Thanks so much for all the great explanations! That really cleared things up. I also wrote a hack to solve the problem I alluded to at the end of my first post. It is extremely inefficient, but seems to properly carry out all of the conversions I'm interested in.

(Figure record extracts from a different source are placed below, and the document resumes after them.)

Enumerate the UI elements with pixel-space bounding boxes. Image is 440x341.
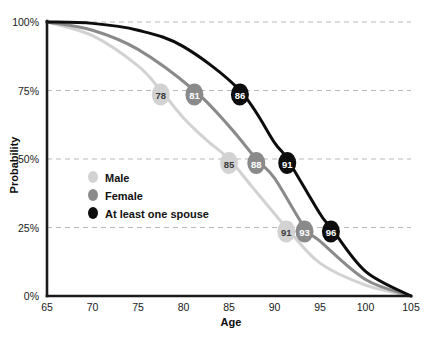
y-tick-75pct: 75% xyxy=(18,85,39,97)
marker-male-78: 78 xyxy=(152,84,170,106)
marker-value-label: 93 xyxy=(299,227,310,238)
legend-label: Male xyxy=(105,172,129,184)
y-axis-title: Probability xyxy=(8,136,20,194)
legend-swatch-icon xyxy=(88,171,98,183)
x-tick-65: 65 xyxy=(41,301,53,313)
marker-value-label: 86 xyxy=(235,90,246,101)
legend-label: Female xyxy=(105,190,143,202)
x-tick-90: 90 xyxy=(269,301,281,313)
x-tick-75: 75 xyxy=(132,301,144,313)
marker-at-least-one-spouse-96: 96 xyxy=(322,221,340,243)
marker-female-81: 81 xyxy=(185,84,203,106)
chart-legend: MaleFemaleAt least one spouse xyxy=(88,171,209,220)
marker-male-85: 85 xyxy=(220,152,238,174)
legend-swatch-icon xyxy=(88,207,98,219)
y-tick-100pct: 100% xyxy=(12,16,39,28)
x-axis-title: Age xyxy=(221,316,242,328)
marker-male-91: 91 xyxy=(277,221,295,243)
marker-female-93: 93 xyxy=(296,221,314,243)
x-axis-tick-labels: 65707580859095100105 xyxy=(41,301,420,313)
marker-value-label: 96 xyxy=(326,227,337,238)
x-tick-105: 105 xyxy=(402,301,420,313)
marker-at-least-one-spouse-91: 91 xyxy=(278,152,296,174)
x-tick-85: 85 xyxy=(223,301,235,313)
legend-item-at-least-one-spouse[interactable]: At least one spouse xyxy=(88,207,209,220)
marker-value-label: 91 xyxy=(281,227,292,238)
y-tick-0pct: 0% xyxy=(24,290,39,302)
x-tick-70: 70 xyxy=(87,301,99,313)
probability-of-survival-chart: 65707580859095100105 0%25%50%75%100% 788… xyxy=(0,0,440,341)
marker-female-88: 88 xyxy=(247,152,265,174)
marker-value-label: 78 xyxy=(155,90,166,101)
marker-at-least-one-spouse-86: 86 xyxy=(231,84,249,106)
marker-value-label: 85 xyxy=(224,159,235,170)
x-tick-100: 100 xyxy=(357,301,375,313)
y-tick-25pct: 25% xyxy=(18,222,39,234)
x-tick-95: 95 xyxy=(314,301,326,313)
chart-canvas: 65707580859095100105 0%25%50%75%100% 788… xyxy=(0,0,440,341)
marker-value-label: 91 xyxy=(282,159,293,170)
legend-label: At least one spouse xyxy=(105,208,209,220)
marker-value-label: 88 xyxy=(251,159,262,170)
legend-item-male[interactable]: Male xyxy=(88,171,129,184)
legend-item-female[interactable]: Female xyxy=(88,189,143,202)
marker-value-label: 81 xyxy=(189,90,200,101)
y-tick-50pct: 50% xyxy=(18,153,39,165)
legend-swatch-icon xyxy=(88,189,98,201)
x-tick-80: 80 xyxy=(178,301,190,313)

Please rip it to shreds for me:
#!/usr/bin/perl -w
use strict;
use warnings;
#Convert annoying, worthless 'fullwidth' Latin-1 characters
#to their semi-sane normal ASCII counterparts
my(%codes,$wide,$ascii,$x);
#this is the land where the fullwidth latin-1 characters reside
for($x=65281;$x<65374;$x++){
($wide,$ascii) = make_codes($x);
$codes{$wide} = $ascii;
}
while(<>){
chomp;
foreach my $utf(keys %codes){
s/$utf/$codes{$utf}/g;
}
print $_."\n";
}
sub make_codes{
my $ud = $_[0];
my $from = ud_to_utf8hex($ud);
#subtract 65248 to get the ASCII value
my $to = ud_to_utf8hex($ud-65248);
return($from, $to);
}
sub ud_to_utf8hex{
my $ud = $_[0];
my ($b1,$b2,$b3);
if($ud >= 0 && $ud <= 127){ #basic ASCII values don't need to be a
+ltered
return(sprintf("%c",$ud));
}elsif($ud >= 2048 && $ud <= 65535){ #valid for 2048 <= $ud <= 655
+35
$b1 = 224 + sprintf("%d", ($ud/4096));
$b2 = 128 + (($ud/64) % 64);
$b3 = 128 + ($ud % 64);
}
return(sprintf("\\x\{%X\}\\x\{%X\}\\x\{%X\}",$b1,$b2,$b3));
}
I chose to use the decimal numbers for some practice with the unicode standard, and because they are easier on my brain than the hex codes.